> I don't know that it's necessary to remove the old serialization. It works 
> just fine for symmetric serialization (a controlled environment where you can 
> guarantee the reader and writer use the exact same code). Under that 
> constraint, it actually delivers on its promise. It's just that it's 
> dangerous for almost anything else.

Yes.  And, note as well that it is not all-or-nothing; we can “demote” default 
serialization without disabling it, by (say) requiring an opt-in (e.g., 
—enable-default-unsafe-legacy-serialization-yes-i-know) so that applications 
that want to use it can, and applications that don’t can be protected from it.  
There’s a huge range of policy choices here,  which can be phased in over time. 
 

There are two parts to the approach outlined here: 

 - Upgrading the programming model to allow authors to have explicit but 
unobtrusive control over extracting state from objects, reconstituting them 
safely, and capturing schema evolution;
 - Adjusting Java serialization (and other serialization frameworks) to use 
this mechanism.

The first is obviously a precursor to the second, but within the second, there 
is a range of policy choices, which can play out over time, and different 
serialization frameworks can make different choices.  

> The main thing that I have a problem with is `open`. It seems we are turning 
> 4 visibility levels into a 4x2 matrix (with one cell, `public open`, being 
> redundant) ... and just because of reflection? This feels wrong to me. It 
> might be what we need, but I would really like to know that we've exhausted 
> all alternatives. Again, though, this is a tree. The forest is good.

Actually, “public open” may not actually be redundant; “public open” in a 
non-exported package of a module is only statically public within the module.  

But again, this is a tree, so let’s talk about the forest: the distinction 
between “front door” and “back door” APIs is real.  Backdoor APIs include 
serialization, but they also include members that exist to support, say, 
mocking or dependency injection.  

While the “backdoor” API members are effectively public, we don’t necessarily 
want to expose them statically to front-door consumers, because they are not 
intended for front-door consumers.  The module system has recognized this need, 
where a package can be opened but not exported, allowing for dynamic access but 
not static access.  We can piggyback on this (if a module is open, it is not 
actually required to open the individual members, though doing so has benefit 
to readers anyway), but opening an entire module for the sake of serializing a 
few classes is a pretty coarse hammer.  

I see a lot of benefit in using the _same_ mechanism to segregate front-door 
and back-door API members at the different granularities (member, class, 
package, module) rather than inventing different ones, but that’s a 
possibilities too.  Another possibility is to break the 4x2 down into 4+1, 
where “open” implies “statically private”.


» Task directions: What lines below mention the word "greater"? Copy each one.

[Extracts from a graphics dataset]
★ ★ ★ ★ ★

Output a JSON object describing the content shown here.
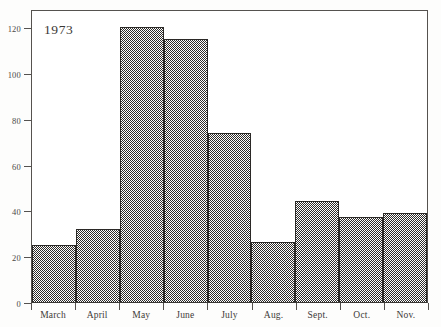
{
  "chart_data": {
    "type": "bar",
    "title": "1973",
    "xlabel": "",
    "ylabel": "",
    "categories": [
      "March",
      "April",
      "May",
      "June",
      "July",
      "Aug.",
      "Sept.",
      "Oct.",
      "Nov."
    ],
    "values": [
      25,
      32,
      120,
      115,
      74,
      26,
      44,
      37,
      39
    ],
    "ylim": [
      0,
      128
    ],
    "yticks": [
      0,
      20,
      40,
      60,
      80,
      100,
      120
    ],
    "ytick_labels": [
      "0",
      "20",
      "40",
      "60",
      "80",
      "100",
      "120"
    ],
    "grid": false,
    "legend": null,
    "fill_style": "50-percent-checkerboard-dither",
    "colors": {
      "bar_fill": "#777471",
      "bar_outline": "#2b2927",
      "axis": "#55524f",
      "text": "#3d3b38"
    }
  },
  "caption": {
    "year": "1973"
  }
}
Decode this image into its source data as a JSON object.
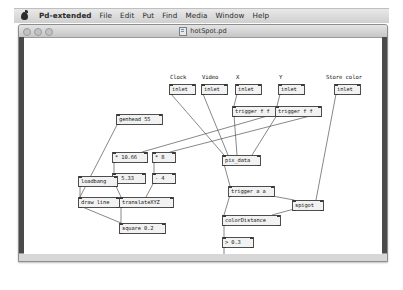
{
  "menubar": {
    "apple_icon": "apple-logo-icon",
    "items": [
      {
        "label": "Pd-extended",
        "app": true
      },
      {
        "label": "File"
      },
      {
        "label": "Edit"
      },
      {
        "label": "Put"
      },
      {
        "label": "Find"
      },
      {
        "label": "Media"
      },
      {
        "label": "Window"
      },
      {
        "label": "Help"
      }
    ]
  },
  "window": {
    "title": "hotSpot.pd",
    "doc_icon": "pd-document-icon",
    "lights": [
      "close-button",
      "minimize-button",
      "zoom-button"
    ]
  },
  "canvas": {
    "comments": [
      {
        "id": "comment-clock",
        "text": "Clock",
        "x": 146,
        "y": 36
      },
      {
        "id": "comment-video",
        "text": "Video",
        "x": 178,
        "y": 36
      },
      {
        "id": "comment-x",
        "text": "X",
        "x": 212,
        "y": 36
      },
      {
        "id": "comment-y",
        "text": "Y",
        "x": 255,
        "y": 36
      },
      {
        "id": "comment-store-color",
        "text": "Store color",
        "x": 302,
        "y": 36
      }
    ],
    "objects": [
      {
        "id": "inlet-clock",
        "text": "inlet",
        "x": 145,
        "y": 46,
        "w": 21
      },
      {
        "id": "inlet-video",
        "text": "inlet",
        "x": 177,
        "y": 46,
        "w": 21
      },
      {
        "id": "inlet-x",
        "text": "inlet",
        "x": 211,
        "y": 46,
        "w": 21
      },
      {
        "id": "inlet-y",
        "text": "inlet",
        "x": 254,
        "y": 46,
        "w": 21
      },
      {
        "id": "inlet-store-color",
        "text": "inlet",
        "x": 310,
        "y": 46,
        "w": 21
      },
      {
        "id": "trigger-f-f-x",
        "text": "trigger f f",
        "x": 208,
        "y": 68,
        "w": 41
      },
      {
        "id": "trigger-f-f-y",
        "text": "trigger f f",
        "x": 251,
        "y": 68,
        "w": 41
      },
      {
        "id": "genhead-55",
        "text": "genhead 55",
        "x": 92,
        "y": 76,
        "w": 41
      },
      {
        "id": "multiply-10-66",
        "text": "* 10.66",
        "x": 88,
        "y": 114,
        "w": 30
      },
      {
        "id": "multiply-8",
        "text": "* 8",
        "x": 128,
        "y": 114,
        "w": 18
      },
      {
        "id": "subtract-5-33",
        "text": "- 5.33",
        "x": 88,
        "y": 135,
        "w": 28
      },
      {
        "id": "subtract-4",
        "text": "- 4",
        "x": 128,
        "y": 135,
        "w": 18
      },
      {
        "id": "pix-data",
        "text": "pix_data",
        "x": 198,
        "y": 117,
        "w": 33
      },
      {
        "id": "loadbang",
        "text": "loadbang",
        "x": 54,
        "y": 138,
        "w": 34
      },
      {
        "id": "draw-line",
        "text": "draw line",
        "x": 54,
        "y": 159,
        "w": 36
      },
      {
        "id": "translate-xyz",
        "text": "translateXYZ",
        "x": 95,
        "y": 159,
        "w": 49
      },
      {
        "id": "trigger-a-a",
        "text": "trigger a a",
        "x": 204,
        "y": 148,
        "w": 41
      },
      {
        "id": "spigot",
        "text": "spigot",
        "x": 268,
        "y": 162,
        "w": 26
      },
      {
        "id": "square-0-2",
        "text": "square 0.2",
        "x": 95,
        "y": 185,
        "w": 41
      },
      {
        "id": "color-distance",
        "text": "colorDistance",
        "x": 198,
        "y": 177,
        "w": 53
      },
      {
        "id": "greater-0-3",
        "text": "> 0.3",
        "x": 198,
        "y": 199,
        "w": 26
      },
      {
        "id": "change",
        "text": "change",
        "x": 198,
        "y": 220,
        "w": 29
      },
      {
        "id": "outlet",
        "text": "outlet",
        "x": 198,
        "y": 240,
        "w": 26
      }
    ],
    "connections": [
      {
        "from": "inlet-clock",
        "to": "pix-data",
        "x1": 147,
        "y1": 56,
        "x2": 200,
        "y2": 117
      },
      {
        "from": "inlet-video",
        "to": "pix-data",
        "x1": 179,
        "y1": 56,
        "x2": 204,
        "y2": 117
      },
      {
        "from": "inlet-x",
        "to": "trigger-f-f-x",
        "x1": 213,
        "y1": 56,
        "x2": 210,
        "y2": 68
      },
      {
        "from": "inlet-y",
        "to": "trigger-f-f-y",
        "x1": 256,
        "y1": 56,
        "x2": 253,
        "y2": 68
      },
      {
        "from": "trigger-f-f-x-l",
        "to": "pix-data-mid",
        "x1": 210,
        "y1": 77,
        "x2": 213,
        "y2": 117
      },
      {
        "from": "trigger-f-f-x-r",
        "to": "multiply-10-66",
        "x1": 247,
        "y1": 77,
        "x2": 118,
        "y2": 114
      },
      {
        "from": "trigger-f-f-y-l",
        "to": "pix-data-right",
        "x1": 253,
        "y1": 77,
        "x2": 228,
        "y2": 117
      },
      {
        "from": "trigger-f-f-y-r",
        "to": "multiply-8",
        "x1": 290,
        "y1": 77,
        "x2": 146,
        "y2": 114
      },
      {
        "from": "inlet-store-color",
        "to": "spigot",
        "x1": 312,
        "y1": 56,
        "x2": 292,
        "y2": 162
      },
      {
        "from": "multiply-10-66",
        "to": "subtract-5-33",
        "x1": 90,
        "y1": 123,
        "x2": 90,
        "y2": 135
      },
      {
        "from": "multiply-8",
        "to": "subtract-4",
        "x1": 130,
        "y1": 123,
        "x2": 130,
        "y2": 135
      },
      {
        "from": "subtract-5-33",
        "to": "translate-xyz",
        "x1": 90,
        "y1": 144,
        "x2": 97,
        "y2": 159
      },
      {
        "from": "subtract-4",
        "to": "translate-xyz",
        "x1": 130,
        "y1": 144,
        "x2": 122,
        "y2": 159
      },
      {
        "from": "genhead-55",
        "to": "draw-line",
        "x1": 94,
        "y1": 85,
        "x2": 56,
        "y2": 159
      },
      {
        "from": "loadbang",
        "to": "draw-line",
        "x1": 56,
        "y1": 147,
        "x2": 56,
        "y2": 159
      },
      {
        "from": "draw-line",
        "to": "square-0-2",
        "x1": 56,
        "y1": 168,
        "x2": 97,
        "y2": 185
      },
      {
        "from": "translate-xyz",
        "to": "square-0-2",
        "x1": 97,
        "y1": 168,
        "x2": 97,
        "y2": 185
      },
      {
        "from": "pix-data",
        "to": "trigger-a-a",
        "x1": 200,
        "y1": 126,
        "x2": 206,
        "y2": 148
      },
      {
        "from": "trigger-a-a-l",
        "to": "color-distance",
        "x1": 206,
        "y1": 157,
        "x2": 200,
        "y2": 177
      },
      {
        "from": "trigger-a-a-r",
        "to": "spigot",
        "x1": 243,
        "y1": 157,
        "x2": 270,
        "y2": 162
      },
      {
        "from": "spigot",
        "to": "color-distance",
        "x1": 270,
        "y1": 171,
        "x2": 248,
        "y2": 177
      },
      {
        "from": "color-distance",
        "to": "greater-0-3",
        "x1": 200,
        "y1": 186,
        "x2": 200,
        "y2": 199
      },
      {
        "from": "greater-0-3",
        "to": "change",
        "x1": 200,
        "y1": 208,
        "x2": 200,
        "y2": 220
      },
      {
        "from": "change",
        "to": "outlet",
        "x1": 200,
        "y1": 229,
        "x2": 200,
        "y2": 240
      }
    ]
  },
  "colors": {
    "canvas_bg": "#ffffff",
    "object_fill": "#f2f2f2",
    "object_border": "#4d4d4d",
    "wire": "#555555",
    "window_chrome": "#d7d7d7",
    "rail": "#4a4a4a"
  }
}
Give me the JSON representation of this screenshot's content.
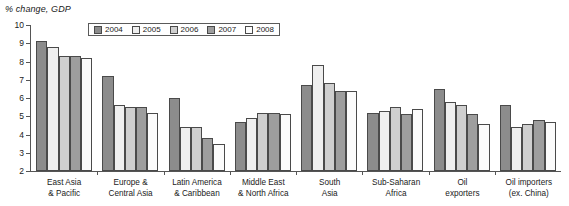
{
  "chart_data": {
    "type": "bar",
    "title": "",
    "ylabel": "% change, GDP",
    "xlabel": "",
    "ylim": [
      2,
      10
    ],
    "yticks": [
      2,
      3,
      4,
      5,
      6,
      7,
      8,
      9,
      10
    ],
    "ytick_labels": [
      "2",
      "3",
      "4",
      "5",
      "6",
      "7",
      "8",
      "9",
      "10"
    ],
    "grid": false,
    "legend_position": "top-left-inside",
    "categories": [
      "East Asia\n& Pacific",
      "Europe &\nCentral Asia",
      "Latin America\n& Caribbean",
      "Middle East\n& North Africa",
      "South\nAsia",
      "Sub-Saharan\nAfrica",
      "Oil\nexporters",
      "Oil importers\n(ex. China)"
    ],
    "series": [
      {
        "name": "2004",
        "color": "#8c8c8c",
        "values": [
          9.1,
          7.2,
          6.0,
          4.7,
          6.7,
          5.2,
          6.5,
          5.6
        ]
      },
      {
        "name": "2005",
        "color": "#efefef",
        "values": [
          8.8,
          5.6,
          4.4,
          4.9,
          7.8,
          5.3,
          5.8,
          4.4
        ]
      },
      {
        "name": "2006",
        "color": "#cfcfcf",
        "values": [
          8.3,
          5.5,
          4.4,
          5.2,
          6.8,
          5.5,
          5.6,
          4.6
        ]
      },
      {
        "name": "2007",
        "color": "#9e9e9e",
        "values": [
          8.3,
          5.5,
          3.8,
          5.2,
          6.4,
          5.1,
          5.1,
          4.8
        ]
      },
      {
        "name": "2008",
        "color": "#fbfbfb",
        "values": [
          8.2,
          5.2,
          3.5,
          5.1,
          6.4,
          5.4,
          4.6,
          4.7
        ]
      }
    ]
  }
}
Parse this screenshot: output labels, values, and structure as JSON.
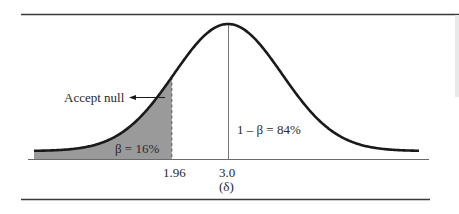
{
  "chart_data": {
    "type": "area",
    "title": "",
    "distribution": {
      "family": "normal",
      "mean": 3.0,
      "sd": 1.0
    },
    "critical_value": 1.96,
    "center_value": 3.0,
    "x_ticks": [
      {
        "value": 1.96,
        "label": "1.96"
      },
      {
        "value": 3.0,
        "label": "3.0",
        "sublabel": "(δ)"
      }
    ],
    "x_range": [
      -0.6,
      6.6
    ],
    "shaded_region": {
      "from": -0.6,
      "to": 1.96,
      "label": "β = 16%",
      "value_pct": 16,
      "color": "#9a9a9a"
    },
    "unshaded_region": {
      "label": "1 – β = 84%",
      "value_pct": 84
    },
    "annotations": [
      {
        "text": "Accept null",
        "arrow": "right",
        "points_to": "critical value line"
      }
    ],
    "xlabel": "",
    "ylabel": "",
    "grid": false,
    "legend": null
  },
  "labels": {
    "accept_null": "Accept null",
    "beta": "β = 16%",
    "power": "1 – β = 84%",
    "tick_critical": "1.96",
    "tick_center": "3.0",
    "tick_center_sub": "(δ)"
  },
  "colors": {
    "curve": "#1a1a1a",
    "shade": "#9a9a9a",
    "rule": "#3a3a3a",
    "axis": "#6a6a6a"
  }
}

★ ★ ★ ★ ★

» Answer to this exercise:
        "id": "greater-0-3",
        "to": "greater-0-3",
        "from": "greater-0-3",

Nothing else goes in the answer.